A MOST COMPELLING READ

Tracey Barron

Best Practices

By Tracey Barron

A captivating article in the most recent issue of the Annals of Emergency Dispatch & Response (AEDR) chronicles an amazing call between an Emergency Medical Dispatcher (EMD) and a mother to-be (who we'll call Ann) caught short in getting to the hospital in time for delivery.

This is a phone call that should be mandatory in EMD classes since it clearly demonstrates the power of dispatch and our ability to influence so many lives.

Read on.

She’s having a baby—alone

Ann's mother (who we'll call Sue) makes the call and reports that she and Ann are in places separated by at least an hour drive; this is Ann's first child and the baby has an undiagnosed true footling breech presentation.

Ann, who is in active labor, lives in an isolated, rural area, and she is alone. The estimated time of arrival of the nearest ambulance is about 20 minutes, and the same goes for a nurse—the woman’s cousin—reported to be en route.

Breech births are riskier than the birth of a head-down baby and just how risky they are depends on the baby’s positioning. Perinatal mortality is increased two- to four-fold with breech presentation, regardless of the delivery mode. Footling breech (one or both hips and knees extended, feet presenting) comprises 10 to 30 percent of all breech births.

The breech presentation was the calltaker’s first in six years of emergency communications, with the experience of recently becoming a first-time father. The birth of his child provided levels of confidence and empathy he might not have had otherwise.

Sequence of events

The EMD codes the call 24-D-1 (Pregnancy/Childbirth/Miscarriage – DELTA – Breech or Cord) and immediately sends the code to dispatch. Response is a single Advanced Life Support (ALS) crew sent lights-and-siren (“HOT”). The EMD tells Sue that it’s time they hang up so he can call Ann. The EMD instantly changes his directive to having Sue stay on the line and he will conference the call.

According to the article, the situation at Sue's home reminded the EMD of the emotional strain of seeing his wife in labor and the delivery of their child in a hospital with midwifery guidance.

“I couldn’t imagine how scared this patient would be, so conferencing the call was the right choice,” he states.

The call is connected and the EMD goes straight into Pre-Arrival Instructions (PAIs). Ann is sitting on the toilet. He orders her off the toilet and reaches the sequence for beginning the actual BREECH delivery instructions (and modifies them slightly from the second-party script since Ann is on her own).

In between Ann's pains, the EMD inquires about access into the house, gives words of reassurance to both parties, gives Ann instructions for pushing, and—this part is most remarkable—lets Sue coach her daughter.

Eighteen minutes into the call, the nurse arrives to find a healthy baby girl wrapped in a blanket. Paramedics enter the home moments later.

Just doing my job

I don’t want to spoil the whole story. You will have to open your issue of the AEDR and turn to page 9 to read the exciting conclusion. However, I do want to emphasize the key learning points this call clearly illustrates:

•Follow the protocol—full compliance to protocol is key.

•Be prepared to think laterally.

•We should never think we have heard it all before; in this business there will always be a call that will surprise us.

•We all have, or will have at some stage, taken a call that will leave a lasting impact on someone’s life, whether it be a successful resuscitation, a baby delivery, or just someone vomiting or an individual who has fallen and injured a hip.

We must never sell ourselves short and disregard the lasting impression our able voices and actions behind the scene imprint on callers. Our profession—EMDs, Emergency Fire Dispatchers (EFDs), and Emergency Police Dispatchers (EPDs)—casts a powerful first step into the sequence of events in any emergency situation, starting with the caller who might be trying to survive or help someone else survive the worst possible moments of their lives.

This is no easy task. Nothing about what we do is routine. We are the link that determines the strength of response.

Source

Bacon, A. Taylor, P. An Unorthodox Delivery: “I’ve Never Done One of These Before,” Annals of Emergency Dispatch & Response. 2014; 2(1): 5-10.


#### BRIEF:
Write out each record again exactly as it stands.

= = =

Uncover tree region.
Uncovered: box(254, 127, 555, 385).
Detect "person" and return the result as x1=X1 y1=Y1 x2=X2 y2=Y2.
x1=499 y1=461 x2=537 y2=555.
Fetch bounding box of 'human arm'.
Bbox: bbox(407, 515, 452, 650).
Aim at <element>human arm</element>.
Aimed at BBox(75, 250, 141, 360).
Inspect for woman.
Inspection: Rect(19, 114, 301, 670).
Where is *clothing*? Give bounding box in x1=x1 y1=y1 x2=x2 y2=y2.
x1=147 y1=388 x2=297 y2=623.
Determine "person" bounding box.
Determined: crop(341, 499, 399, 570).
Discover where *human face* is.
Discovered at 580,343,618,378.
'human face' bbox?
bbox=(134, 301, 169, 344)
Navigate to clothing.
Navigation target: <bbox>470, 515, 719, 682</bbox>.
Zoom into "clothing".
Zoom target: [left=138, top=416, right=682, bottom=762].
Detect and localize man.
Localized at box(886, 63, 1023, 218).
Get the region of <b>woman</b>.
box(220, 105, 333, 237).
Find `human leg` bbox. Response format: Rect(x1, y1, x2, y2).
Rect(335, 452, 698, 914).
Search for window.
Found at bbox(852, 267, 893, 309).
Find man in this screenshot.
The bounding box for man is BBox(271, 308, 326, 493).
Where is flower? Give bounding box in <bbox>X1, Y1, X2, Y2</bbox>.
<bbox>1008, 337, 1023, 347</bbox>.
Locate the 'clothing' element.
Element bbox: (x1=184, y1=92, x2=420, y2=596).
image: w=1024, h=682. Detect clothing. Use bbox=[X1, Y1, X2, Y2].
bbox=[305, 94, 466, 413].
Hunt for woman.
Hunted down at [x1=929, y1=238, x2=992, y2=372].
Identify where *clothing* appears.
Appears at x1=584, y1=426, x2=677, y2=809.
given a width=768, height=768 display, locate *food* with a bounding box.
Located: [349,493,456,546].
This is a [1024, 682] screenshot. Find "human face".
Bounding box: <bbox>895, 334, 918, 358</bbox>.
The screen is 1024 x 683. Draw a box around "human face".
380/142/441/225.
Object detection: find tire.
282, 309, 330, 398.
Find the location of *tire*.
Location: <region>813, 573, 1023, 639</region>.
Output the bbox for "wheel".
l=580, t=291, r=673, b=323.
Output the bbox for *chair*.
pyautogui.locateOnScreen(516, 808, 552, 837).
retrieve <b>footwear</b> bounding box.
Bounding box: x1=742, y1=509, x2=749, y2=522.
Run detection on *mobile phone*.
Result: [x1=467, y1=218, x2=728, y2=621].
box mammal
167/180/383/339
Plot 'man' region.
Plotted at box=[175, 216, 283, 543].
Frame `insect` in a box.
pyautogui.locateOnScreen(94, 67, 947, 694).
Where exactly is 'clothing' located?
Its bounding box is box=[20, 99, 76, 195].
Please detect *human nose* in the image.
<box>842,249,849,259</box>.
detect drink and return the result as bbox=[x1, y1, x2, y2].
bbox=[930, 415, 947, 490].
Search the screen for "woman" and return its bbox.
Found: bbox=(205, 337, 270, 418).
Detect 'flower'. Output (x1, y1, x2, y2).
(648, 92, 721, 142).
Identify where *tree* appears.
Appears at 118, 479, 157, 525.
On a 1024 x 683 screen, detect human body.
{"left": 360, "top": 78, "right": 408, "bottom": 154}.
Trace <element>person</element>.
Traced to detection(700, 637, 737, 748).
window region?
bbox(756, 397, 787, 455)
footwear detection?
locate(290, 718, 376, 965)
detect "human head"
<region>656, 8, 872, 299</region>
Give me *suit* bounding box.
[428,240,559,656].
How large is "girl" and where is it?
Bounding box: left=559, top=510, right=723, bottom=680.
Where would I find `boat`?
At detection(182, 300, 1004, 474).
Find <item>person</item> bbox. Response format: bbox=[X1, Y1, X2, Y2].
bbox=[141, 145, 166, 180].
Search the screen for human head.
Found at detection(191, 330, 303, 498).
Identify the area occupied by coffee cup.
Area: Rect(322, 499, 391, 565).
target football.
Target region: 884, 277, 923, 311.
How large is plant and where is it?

= = =

#### REPLY:
Uncover tree region.
Uncovered: box(254, 127, 555, 385).
Detect "person" and return the result as x1=X1 y1=Y1 x2=X2 y2=Y2.
x1=499 y1=461 x2=537 y2=555.
Fetch bounding box of 'human arm'.
Bbox: bbox(407, 515, 452, 650).
Aim at <element>human arm</element>.
Aimed at BBox(75, 250, 141, 360).
Inspect for woman.
Inspection: Rect(19, 114, 301, 670).
Where is *clothing*? Give bounding box in x1=x1 y1=y1 x2=x2 y2=y2.
x1=147 y1=388 x2=297 y2=623.
Determine "person" bounding box.
Determined: crop(341, 499, 399, 570).
Discover where *human face* is.
Discovered at 580,343,618,378.
'human face' bbox?
bbox=(134, 301, 169, 344)
Navigate to clothing.
Navigation target: <bbox>470, 515, 719, 682</bbox>.
Zoom into "clothing".
Zoom target: [left=138, top=416, right=682, bottom=762].
Detect and localize man.
Localized at box(886, 63, 1023, 218).
Get the region of <b>woman</b>.
box(220, 105, 333, 237).
Find `human leg` bbox. Response format: Rect(x1, y1, x2, y2).
Rect(335, 452, 698, 914).
Search for window.
Found at bbox(852, 267, 893, 309).
Find man in this screenshot.
The bounding box for man is BBox(271, 308, 326, 493).
Where is flower? Give bounding box in <bbox>X1, Y1, X2, Y2</bbox>.
<bbox>1008, 337, 1023, 347</bbox>.
Locate the 'clothing' element.
Element bbox: (x1=184, y1=92, x2=420, y2=596).
image: w=1024, h=682. Detect clothing. Use bbox=[X1, Y1, X2, Y2].
bbox=[305, 94, 466, 413].
Hunt for woman.
Hunted down at [x1=929, y1=238, x2=992, y2=372].
Identify where *clothing* appears.
Appears at x1=584, y1=426, x2=677, y2=809.
given a width=768, height=768 display, locate *food* with a bounding box.
Located: [349,493,456,546].
This is a [1024, 682] screenshot. Find "human face".
Bounding box: <bbox>895, 334, 918, 358</bbox>.
The screen is 1024 x 683. Draw a box around "human face".
380/142/441/225.
Object detection: find tire.
282, 309, 330, 398.
Find the location of *tire*.
Location: <region>813, 573, 1023, 639</region>.
Output the bbox for "wheel".
l=580, t=291, r=673, b=323.
Output the bbox for *chair*.
pyautogui.locateOnScreen(516, 808, 552, 837).
retrieve <b>footwear</b> bounding box.
Bounding box: x1=742, y1=509, x2=749, y2=522.
Run detection on *mobile phone*.
Result: [x1=467, y1=218, x2=728, y2=621].
box mammal
167/180/383/339
Plot 'man' region.
Plotted at box=[175, 216, 283, 543].
Frame `insect` in a box.
pyautogui.locateOnScreen(94, 67, 947, 694).
Where exactly is 'clothing' located?
Its bounding box is box=[20, 99, 76, 195].
Please detect *human nose* in the image.
<box>842,249,849,259</box>.
detect drink and return the result as bbox=[x1, y1, x2, y2].
bbox=[930, 415, 947, 490].
Search the screen for "woman" and return its bbox.
Found: bbox=(205, 337, 270, 418).
Detect 'flower'. Output (x1, y1, x2, y2).
(648, 92, 721, 142).
Identify where *tree* appears.
Appears at 118, 479, 157, 525.
On a 1024 x 683 screen, detect human body.
{"left": 360, "top": 78, "right": 408, "bottom": 154}.
Trace <element>person</element>.
Traced to detection(700, 637, 737, 748).
window region?
bbox(756, 397, 787, 455)
footwear detection?
locate(290, 718, 376, 965)
detect "human head"
<region>656, 8, 872, 299</region>
Give me *suit* bounding box.
[428,240,559,656].
How large is "girl" and where is it?
Bounding box: left=559, top=510, right=723, bottom=680.
Where would I find `boat`?
At detection(182, 300, 1004, 474).
Find <item>person</item> bbox. Response format: bbox=[X1, Y1, X2, Y2].
bbox=[141, 145, 166, 180].
Search the screen for human head.
Found at detection(191, 330, 303, 498).
Identify the area occupied by coffee cup.
Area: Rect(322, 499, 391, 565).
target football.
Target region: 884, 277, 923, 311.
How large is plant and where is it?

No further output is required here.